A decade ago, the writer and scientist James Lovelock despaired that the main obstruction to meaningful action to tackle the climate emergency was democracy itself. “Even the best democracies agree that when a major war approaches, democracy must be put on hold for the time being,” he told this newspaper. “I have a feeling that climate change may be an issue as severe as a war. It may be necessary to put democracy on hold for a while”. China’s claim to leadership in global green debates is rooted in the idea that only enlightened dictators can take a long view, overcome entrenched interests and force the required changes in societies. However, eco-authoritarians see democracy through a glass, darkly.
Dealing with humanity’s impact on the planet is not a war to be ended in a decisive victory. It is a constant struggle of adaptation and mitigation. The route lies not in suspending democracy but enhancing it. Time is short. Even reducing greenhouse gas emissions as fast as possible, we can barely keep temperatures below dangerous limits. The moment urgently requires the public to be instilled with a commitment to ecological values and a desire to act in the face of an existential challenge. That is why the UK’s first climate assembly is so important. It involved a group of 100 or so randomly selected UK citizens meeting and discussing with experts how the country should reach net zero emissions by 2050.
Significantly, the group was chosen to be representative of the public – 17% of participants were climate sceptics. The experiment showed that, given time, guidance and plenty of breathing space, ordinary people could get to grips with tough political questions and reach intelligent decisions. The recommendations from the climate assembly, published this week, were radical and plausible. It backed taxing polluters, state ownership to roll out green technology, and bans on climate-unfriendly consumer goods such as petrol cars and gas boilers.
These are all good ideas that need attention, particularly from Boris Johnson’s administration, which, as the Institute for Government warns, has no plan to reach its own net zero climate target despite having written it into law last year. With a political leadership that crows about reneging on international deals, it is hard to see how the UK can play a leading role in global initiatives in the run-up to next year’s UN climate talks in Glasgow. As the atmosphere heats up, the climate is changing. The 10 warmest years in Britain since 1884 have occurred since 2002. Sunbathing in February feels like a canary in the climate coal mine. On the other side of the world, a series of environmental disasters have cascaded into each other, leaving a Californian dystopia smothered in toxic dust from forest fires.
There’s an argument to say that the climate assembly played it safe and that it failed to get to grips with the spectacularly profitable industries which are founded on a fundamental climate injustice. That may be true. But the assembly presents a political foil to the prime minister. Mr Johnson’s shtick is to persuade people with hot feelings rather than hard facts, knowing that emotions shape an evaluation of rational argument. Whenever he is in trouble, he returns to this form of politics.
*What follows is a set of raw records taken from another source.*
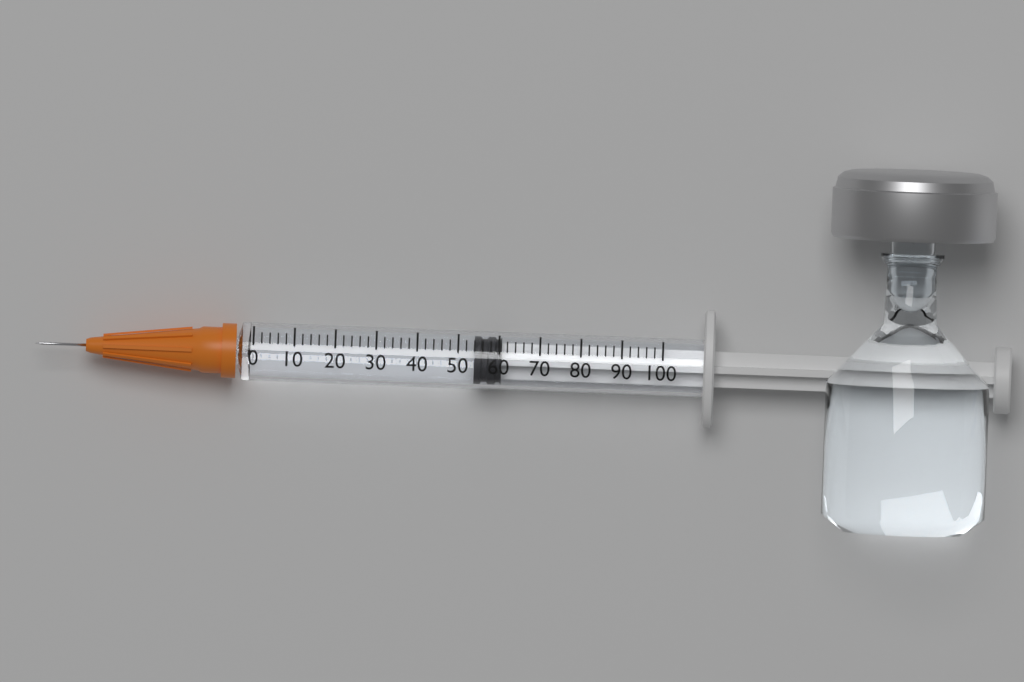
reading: 54 (no unit)
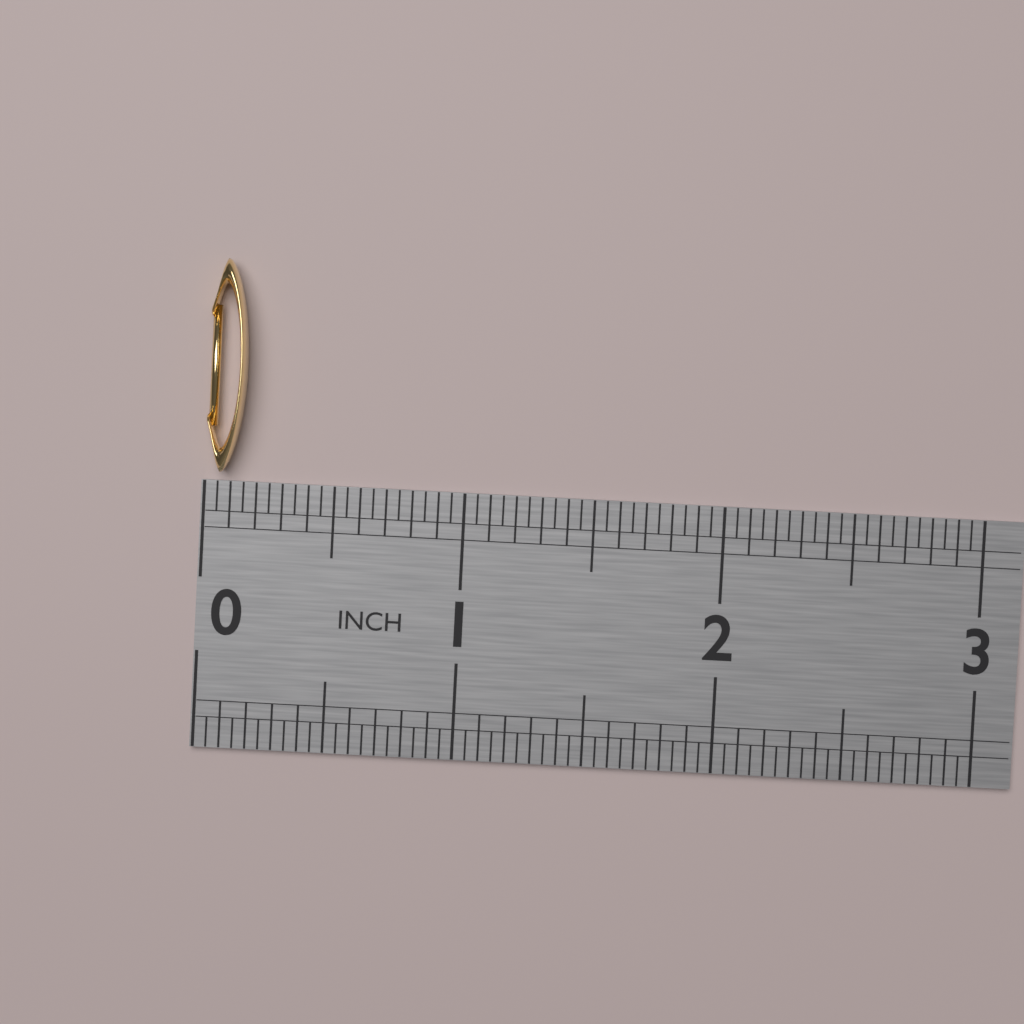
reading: 0.15 in
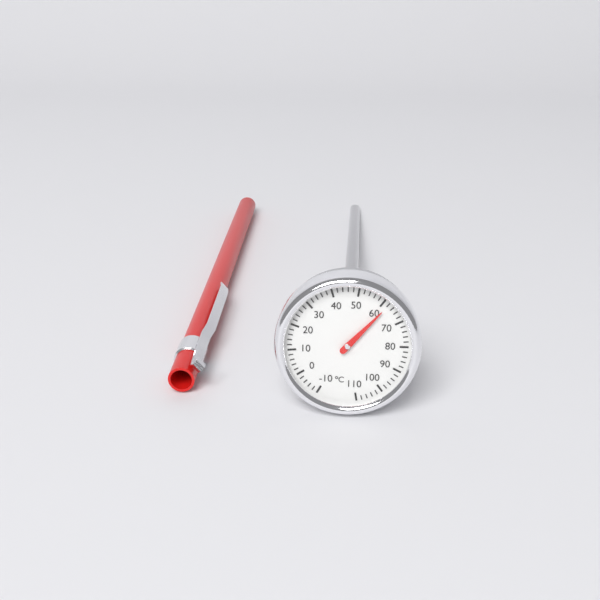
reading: 62 °C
Democracy must be about respectful discussion, not just voting. The climate assembly was set up by six parliamentary select committees in response to demands from the green campaign group Extinction Rebellion, which regrettably rejected its recommendations as “too timid”. Parliamentary sovereignty needs to be better grounded in the people and buttressed by deliberative debate.
We need to slow down and understand more. Politics is becoming so complex, fast-paced and data-laden that voters facing difficult choices with little warning increasingly have to resort to rules of thumb to form their responses. Mr Johnson often counterfeits or misrepresents the evidence that cues these reactions, to harden positions and define compromise as defeat. With the climate emergency upon us, we need institutions like citizens’ assemblies, and a politics of mutual respect that can focus on insights and evidence to fit people together rather than pull them apart.